*EXERCISE OBJECTIVE*:
Reproduce all of the entries below exactly, without a single change.

*INPUT*:
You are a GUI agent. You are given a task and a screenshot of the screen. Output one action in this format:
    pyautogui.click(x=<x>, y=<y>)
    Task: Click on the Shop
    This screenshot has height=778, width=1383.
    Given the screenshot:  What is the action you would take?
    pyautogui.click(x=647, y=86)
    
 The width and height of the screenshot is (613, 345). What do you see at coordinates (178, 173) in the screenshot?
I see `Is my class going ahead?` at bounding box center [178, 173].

*RESULT OF THIS TASK*:
You are a GUI agent. You are given a task and a screenshot of the screen. Output one action in this format:
    pyautogui.click(x=<x>, y=<y>)
    Task: Click on the Shop
    This screenshot has height=778, width=1383.
    Given the screenshot:  What is the action you would take?
    pyautogui.click(x=647, y=86)
    
 The width and height of the screenshot is (613, 345). What do you see at coordinates (178, 173) in the screenshot?
I see `Is my class going ahead?` at bounding box center [178, 173].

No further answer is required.